Stored data entries
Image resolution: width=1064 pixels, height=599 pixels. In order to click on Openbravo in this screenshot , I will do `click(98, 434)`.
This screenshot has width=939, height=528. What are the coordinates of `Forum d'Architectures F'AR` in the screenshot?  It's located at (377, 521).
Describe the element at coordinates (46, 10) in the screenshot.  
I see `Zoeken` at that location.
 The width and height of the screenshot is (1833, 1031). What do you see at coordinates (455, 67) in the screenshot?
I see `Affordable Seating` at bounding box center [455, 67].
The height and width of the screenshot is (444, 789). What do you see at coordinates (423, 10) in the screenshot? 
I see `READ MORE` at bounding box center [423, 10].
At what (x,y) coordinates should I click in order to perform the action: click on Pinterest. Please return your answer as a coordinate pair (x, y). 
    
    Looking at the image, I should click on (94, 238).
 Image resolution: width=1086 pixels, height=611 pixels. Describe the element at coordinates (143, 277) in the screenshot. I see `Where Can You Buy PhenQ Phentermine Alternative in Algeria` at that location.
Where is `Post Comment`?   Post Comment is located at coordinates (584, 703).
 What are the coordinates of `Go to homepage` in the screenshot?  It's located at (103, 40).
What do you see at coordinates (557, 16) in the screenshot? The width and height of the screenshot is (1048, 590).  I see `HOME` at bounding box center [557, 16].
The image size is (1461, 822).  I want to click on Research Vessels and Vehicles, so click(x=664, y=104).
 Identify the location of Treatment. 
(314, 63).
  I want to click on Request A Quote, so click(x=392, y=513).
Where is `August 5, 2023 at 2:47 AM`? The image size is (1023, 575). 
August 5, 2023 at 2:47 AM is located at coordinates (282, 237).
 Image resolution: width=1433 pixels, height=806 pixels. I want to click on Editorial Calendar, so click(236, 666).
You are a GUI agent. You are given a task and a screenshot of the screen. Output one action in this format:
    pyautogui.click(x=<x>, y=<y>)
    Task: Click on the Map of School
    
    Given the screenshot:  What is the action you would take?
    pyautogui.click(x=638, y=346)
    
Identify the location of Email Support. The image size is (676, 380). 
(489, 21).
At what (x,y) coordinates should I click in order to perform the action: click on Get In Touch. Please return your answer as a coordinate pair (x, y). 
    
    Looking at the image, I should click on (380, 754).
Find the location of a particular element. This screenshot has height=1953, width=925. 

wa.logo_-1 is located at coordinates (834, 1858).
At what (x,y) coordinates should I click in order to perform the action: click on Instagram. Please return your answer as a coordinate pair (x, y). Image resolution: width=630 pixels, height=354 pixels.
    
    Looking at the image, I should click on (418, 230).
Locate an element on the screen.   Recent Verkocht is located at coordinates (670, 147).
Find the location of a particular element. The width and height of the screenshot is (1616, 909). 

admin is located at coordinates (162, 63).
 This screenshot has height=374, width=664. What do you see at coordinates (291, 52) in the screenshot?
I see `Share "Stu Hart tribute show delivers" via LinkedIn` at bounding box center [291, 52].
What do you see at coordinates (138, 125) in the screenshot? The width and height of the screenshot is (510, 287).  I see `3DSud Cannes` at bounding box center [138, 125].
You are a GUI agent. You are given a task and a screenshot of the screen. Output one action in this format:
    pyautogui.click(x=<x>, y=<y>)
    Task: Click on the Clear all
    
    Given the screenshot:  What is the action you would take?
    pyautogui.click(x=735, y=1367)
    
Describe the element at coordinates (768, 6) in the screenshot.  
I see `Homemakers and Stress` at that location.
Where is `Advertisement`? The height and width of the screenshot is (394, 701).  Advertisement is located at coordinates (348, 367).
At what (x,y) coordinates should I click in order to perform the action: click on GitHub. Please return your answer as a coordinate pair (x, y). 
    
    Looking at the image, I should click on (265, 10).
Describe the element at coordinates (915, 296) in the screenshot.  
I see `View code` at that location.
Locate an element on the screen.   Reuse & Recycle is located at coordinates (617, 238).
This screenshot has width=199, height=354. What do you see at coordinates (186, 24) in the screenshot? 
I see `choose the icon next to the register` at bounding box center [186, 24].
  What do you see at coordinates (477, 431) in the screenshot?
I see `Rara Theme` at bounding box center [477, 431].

» Directions: The goal is a faithful transcription of every entry above.

» Final answer:
Image resolution: width=1064 pixels, height=599 pixels. In order to click on Openbravo in this screenshot , I will do `click(98, 434)`.
This screenshot has width=939, height=528. What are the coordinates of `Forum d'Architectures F'AR` in the screenshot?  It's located at (377, 521).
Describe the element at coordinates (46, 10) in the screenshot.  
I see `Zoeken` at that location.
 The width and height of the screenshot is (1833, 1031). What do you see at coordinates (455, 67) in the screenshot?
I see `Affordable Seating` at bounding box center [455, 67].
The height and width of the screenshot is (444, 789). What do you see at coordinates (423, 10) in the screenshot? 
I see `READ MORE` at bounding box center [423, 10].
At what (x,y) coordinates should I click in order to perform the action: click on Pinterest. Please return your answer as a coordinate pair (x, y). 
    
    Looking at the image, I should click on (94, 238).
 Image resolution: width=1086 pixels, height=611 pixels. Describe the element at coordinates (143, 277) in the screenshot. I see `Where Can You Buy PhenQ Phentermine Alternative in Algeria` at that location.
Where is `Post Comment`?   Post Comment is located at coordinates (584, 703).
 What are the coordinates of `Go to homepage` in the screenshot?  It's located at (103, 40).
What do you see at coordinates (557, 16) in the screenshot? The width and height of the screenshot is (1048, 590).  I see `HOME` at bounding box center [557, 16].
The image size is (1461, 822).  I want to click on Research Vessels and Vehicles, so click(x=664, y=104).
 Identify the location of Treatment. 
(314, 63).
  I want to click on Request A Quote, so click(x=392, y=513).
Where is `August 5, 2023 at 2:47 AM`? The image size is (1023, 575). 
August 5, 2023 at 2:47 AM is located at coordinates (282, 237).
 Image resolution: width=1433 pixels, height=806 pixels. I want to click on Editorial Calendar, so click(236, 666).
You are a GUI agent. You are given a task and a screenshot of the screen. Output one action in this format:
    pyautogui.click(x=<x>, y=<y>)
    Task: Click on the Map of School
    
    Given the screenshot:  What is the action you would take?
    pyautogui.click(x=638, y=346)
    
Identify the location of Email Support. The image size is (676, 380). 
(489, 21).
At what (x,y) coordinates should I click in order to perform the action: click on Get In Touch. Please return your answer as a coordinate pair (x, y). 
    
    Looking at the image, I should click on (380, 754).
Find the location of a particular element. This screenshot has height=1953, width=925. 

wa.logo_-1 is located at coordinates (834, 1858).
At what (x,y) coordinates should I click in order to perform the action: click on Instagram. Please return your answer as a coordinate pair (x, y). Image resolution: width=630 pixels, height=354 pixels.
    
    Looking at the image, I should click on (418, 230).
Locate an element on the screen.   Recent Verkocht is located at coordinates (670, 147).
Find the location of a particular element. The width and height of the screenshot is (1616, 909). 

admin is located at coordinates (162, 63).
 This screenshot has height=374, width=664. What do you see at coordinates (291, 52) in the screenshot?
I see `Share "Stu Hart tribute show delivers" via LinkedIn` at bounding box center [291, 52].
What do you see at coordinates (138, 125) in the screenshot? The width and height of the screenshot is (510, 287).  I see `3DSud Cannes` at bounding box center [138, 125].
You are a GUI agent. You are given a task and a screenshot of the screen. Output one action in this format:
    pyautogui.click(x=<x>, y=<y>)
    Task: Click on the Clear all
    
    Given the screenshot:  What is the action you would take?
    pyautogui.click(x=735, y=1367)
    
Describe the element at coordinates (768, 6) in the screenshot.  
I see `Homemakers and Stress` at that location.
Where is `Advertisement`? The height and width of the screenshot is (394, 701).  Advertisement is located at coordinates (348, 367).
At what (x,y) coordinates should I click in order to perform the action: click on GitHub. Please return your answer as a coordinate pair (x, y). 
    
    Looking at the image, I should click on (265, 10).
Describe the element at coordinates (915, 296) in the screenshot.  
I see `View code` at that location.
Locate an element on the screen.   Reuse & Recycle is located at coordinates (617, 238).
This screenshot has width=199, height=354. What do you see at coordinates (186, 24) in the screenshot? 
I see `choose the icon next to the register` at bounding box center [186, 24].
  What do you see at coordinates (477, 431) in the screenshot?
I see `Rara Theme` at bounding box center [477, 431].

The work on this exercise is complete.